Tucson declared October to be Solar Energy Month, and yesterday Arizona was recognized by the Washington D.C. Solar Foundation for leading the nation in jobs produced through solar energy. Ranked third behind California and Colorado, Arizona solar power provided nearly 5,000 jobs.
Tucson is one of 25 cities chosen in 2007 to lead the nation with solar incentives. Tucson is home to several solar panel manufacturing firms.
Tucson Electric Company (TEP) and Salt River Project were also recognized yesterday by the Washington based Solar Electric Power Association for their innovations in renewables. Arizona State also received an award for its commitment to solar power.
The government is subsidizing the heck out of solar and wind right now. They've subsidized the oil and gas industry for nearly one hundred years, so, this is nothing new.
Wind and solar are forever, petroleum products are finite. These are facts, and whether you believe in global warming or not, and whether you think for some reason it is okay to subsidize the gas and oil industry and not 'green' energy, because you have philosophical issue with 'green' anything is largely beside the point. Either America looks to these technologies now, or it looks to them after the other fuels have either played out or become inaccesible due to conflicts with ther nations.
America also needs to embrace the worldwide movement away from non-renewables if they wish to be leaders in the industry. Innovation only comes from fearlessly looking to the future, not clinging desperately to the past.
Tucson is making an effort to go solar, and every day more and more solar panels spring up all over town. The cost today of a solar water heater is almost the same as a standard water heater, it is almost stupid to replace a dead water heater with a standard water heater when TEP or Trico electric (depending on where you live), the state and the federal government will give you breaks and rebates to install a solar one.
Wind Turbines are not as popular in Tucson, because the winds here are not worth the effort, but their history here, as elsewhere goes back more than 100 years. All those windmills dotting the landscape around town aren't decorative, they're pulling water out of the grond to fill livestock tanks and water storage tanks for homes.
Along the eastern edges of Tucson, in the Empires and south into Sonoita and Elgin the winds are much more steady, and perhaps with time instead of a steady decline in functioning windmills in southern Arizona, there will be a resurgance. One of the leaders in US wind turbines is Southwestern Wind Power located up in Flagstaff. They announced an agreement in June of this year with Home Depot to begin selling their turbines through Home Depot stores in windy locations.
Regardless of the source used, energy that isn't harvested from the ground will begin to decline over the next several hundred years, whether due to their disappearance, or better more economical ways to harvest renewables, and Tucson, and Arizona should be leading the way.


• **Assignment**: Copy out the data exactly as it appears, without a single image.

---------------

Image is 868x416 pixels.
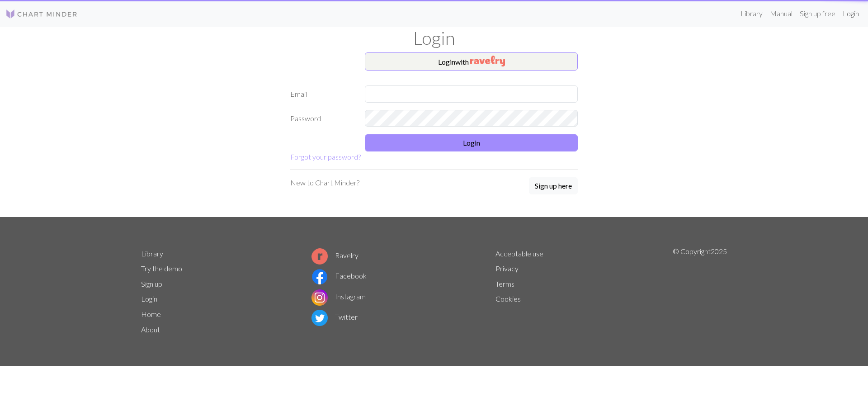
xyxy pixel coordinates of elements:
a: Forgot your password? [291,152,361,161]
p: © Copyright 2025 [673,246,727,337]
a: Library [141,249,164,258]
a: Twitter [311,313,358,321]
a: Library [737,4,767,23]
a: Terms [496,279,515,288]
p: New to Chart Minder? [291,177,360,188]
button: Login [365,135,578,152]
button: Loginwith [365,52,578,70]
a: Try the demo [141,264,182,273]
img: Logo [6,9,78,20]
a: Login [141,295,157,303]
a: Sign up [141,279,162,288]
img: Ravelry [470,55,505,67]
a: Facebook [311,271,367,280]
a: Acceptable use [496,249,543,258]
a: Manual [767,4,796,23]
img: Facebook logo [311,269,328,285]
a: Sign up free [796,4,839,23]
a: Home [141,310,161,318]
a: Privacy [496,264,519,273]
img: Instagram logo [311,290,328,306]
img: Twitter logo [311,310,328,326]
img: Ravelry logo [311,249,328,265]
a: Sign up here [529,177,578,196]
a: About [141,325,160,334]
label: Email [285,86,360,103]
button: Sign up here [529,177,578,194]
a: Ravelry [311,251,359,260]
h1: Login [136,27,733,49]
a: Instagram [311,292,366,301]
label: Password [285,110,360,127]
a: Cookies [496,295,521,303]
a: Login [839,4,863,23]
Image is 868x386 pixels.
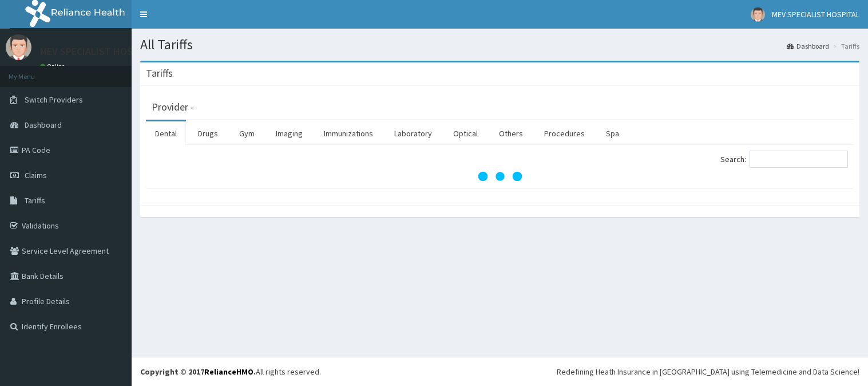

---------------

• **Your response**:
Image is 868x416 pixels.
xyxy pixel coordinates of elements:
a: Forgot your password? [291,152,361,161]
p: © Copyright 2025 [673,246,727,337]
a: Library [141,249,164,258]
a: Twitter [311,313,358,321]
a: Library [737,4,767,23]
a: Terms [496,279,515,288]
p: New to Chart Minder? [291,177,360,188]
button: Login [365,135,578,152]
button: Loginwith [365,52,578,70]
a: Try the demo [141,264,182,273]
img: Logo [6,9,78,20]
a: Login [141,295,157,303]
a: Sign up [141,279,162,288]
img: Ravelry [470,55,505,67]
a: Facebook [311,271,367,280]
a: Acceptable use [496,249,543,258]
a: Manual [767,4,796,23]
img: Facebook logo [311,269,328,285]
a: Sign up free [796,4,839,23]
a: Home [141,310,161,318]
a: Privacy [496,264,519,273]
img: Instagram logo [311,290,328,306]
img: Twitter logo [311,310,328,326]
img: Ravelry logo [311,249,328,265]
a: Sign up here [529,177,578,196]
a: About [141,325,160,334]
label: Email [285,86,360,103]
button: Sign up here [529,177,578,194]
a: Ravelry [311,251,359,260]
h1: Login [136,27,733,49]
a: Instagram [311,292,366,301]
label: Password [285,110,360,127]
a: Cookies [496,295,521,303]
a: Login [839,4,863,23]
Image is 868x386 pixels.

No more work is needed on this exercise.